Amex Stadium to host Euro 2021
International tournament football will come to Brighton and Hove in the summer of 2021 with the Amex Stadium set to host the Women’s European Championship.
The FA was the only bidder for the tournament after a rival bid from Austria and Hungary never materialised. That meant that all UEFA had to do was rubber stamp England’s hosting of it, which they have now done.
Eight venues are set to host the tournament, with the final taking place at Wembley. The Amex will play it’s part alongside Southampton‘s St Mary’s, Nottingham Forest’s City Ground, stadium:mk, Sheffiled United’s Bramall Lane, the New York Stadium in Rotherham, Brentford’s new ground, the Abax Stadium which to you and me is London Road and Manchester City‘s Accademy Stadium, home of the Citizen’s Women’s team.
The original bid submitted in April had seven grounds including Meadow Lane listed, but Notts County’s home has since been cut from the bid having failed to meet UEFA requirements. The FA were asked to add one more to the hosting party, which saw the late additions of St Mary’s and the City Ground.
Before Southampton’s inclusion, the Amex was comfortably the best ground behind Wembley on the list which would have made it a strong candidate for one of the semi finals. With another Premier League venue now involved, that might be less likely although you’d struggle to find anybody other than the most rose-tinted of Saints fans who would argue their home is better than the Albion’s.

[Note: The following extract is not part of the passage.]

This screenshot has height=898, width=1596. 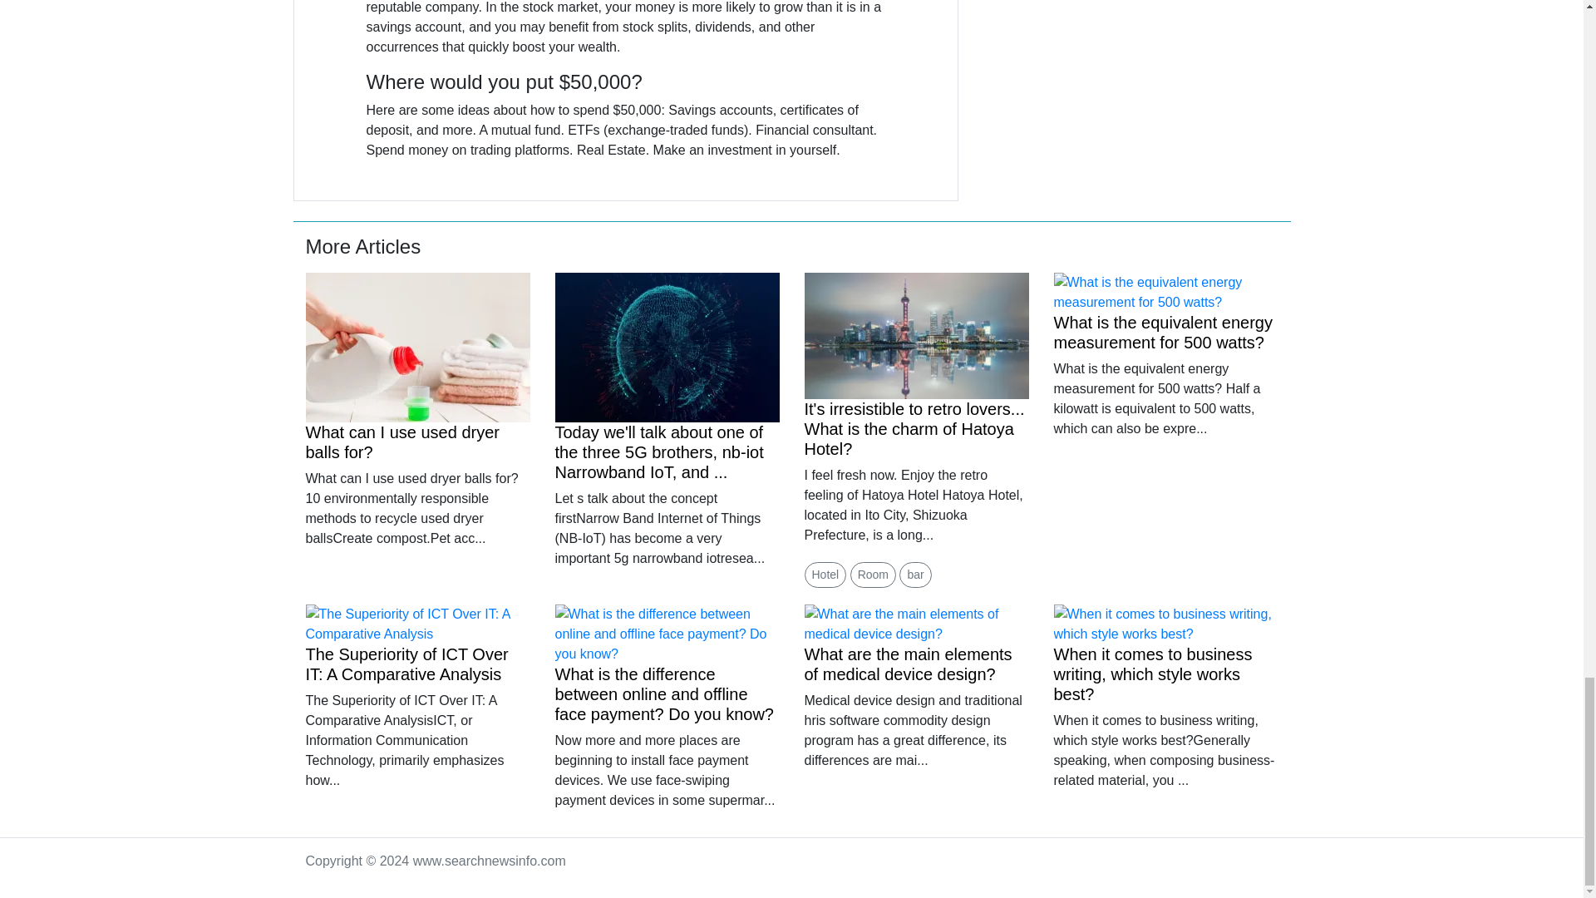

The Amex has hosted women’s international football previously. Mark Sampson took charge of the Lionesses for the first time as they hammered Montenegro 9-0 in April 2014.
The lovely Toni Duggan scored a hat-trick that day along with goals from Eniola Aluko, Jill Scott, Karen Carney, Demi Stokes and Natasha Dowie. There was even an own goal for good measure.
The game drew a crowd of 8,908 to the stadium. All the while, there were several hundred of us who’d traipsed all the way to Barnsley for the most boring 0-0 imaginable, wishing we’d stayed at home to cheer on England.
The Lionesses will now qualify for the tournament automatically as hosts, and they should enter as one of the favourites having reached the last four of both the 2015 World Cup held in Canada and the most recent edition of the Euros, held in 2017 in the Netherlands.
That success has seen a huge growth in the popularity of women’s football – and not just among volunteers on a local Brighton-based radio station who are desperate to prove their left-wing credentials.
Over 45,000 watched Chelsea lift the FA Cup at Wembley in May and four million tuned in for the Lionesses Euro 2017 semi final defeat against the Dutch.
The Albion’s Women side are also on the rise. They’re competing against the best players in the country in the top tier of the Super League for the first time this season and sit just outside the relegation zone.
They’re coached by former England boss Hope Powell and with Ellie Brazil and Chloe Peplow both current members of the England Under 21 squad, it isn’t beyond the realms of possibility that there could even be Seagulls in the Lionesses squad for the tournament in three years time.
A Brighton player scoring the winning goal for England in a European Championship semi final at the Amex? That’s a dream, right there.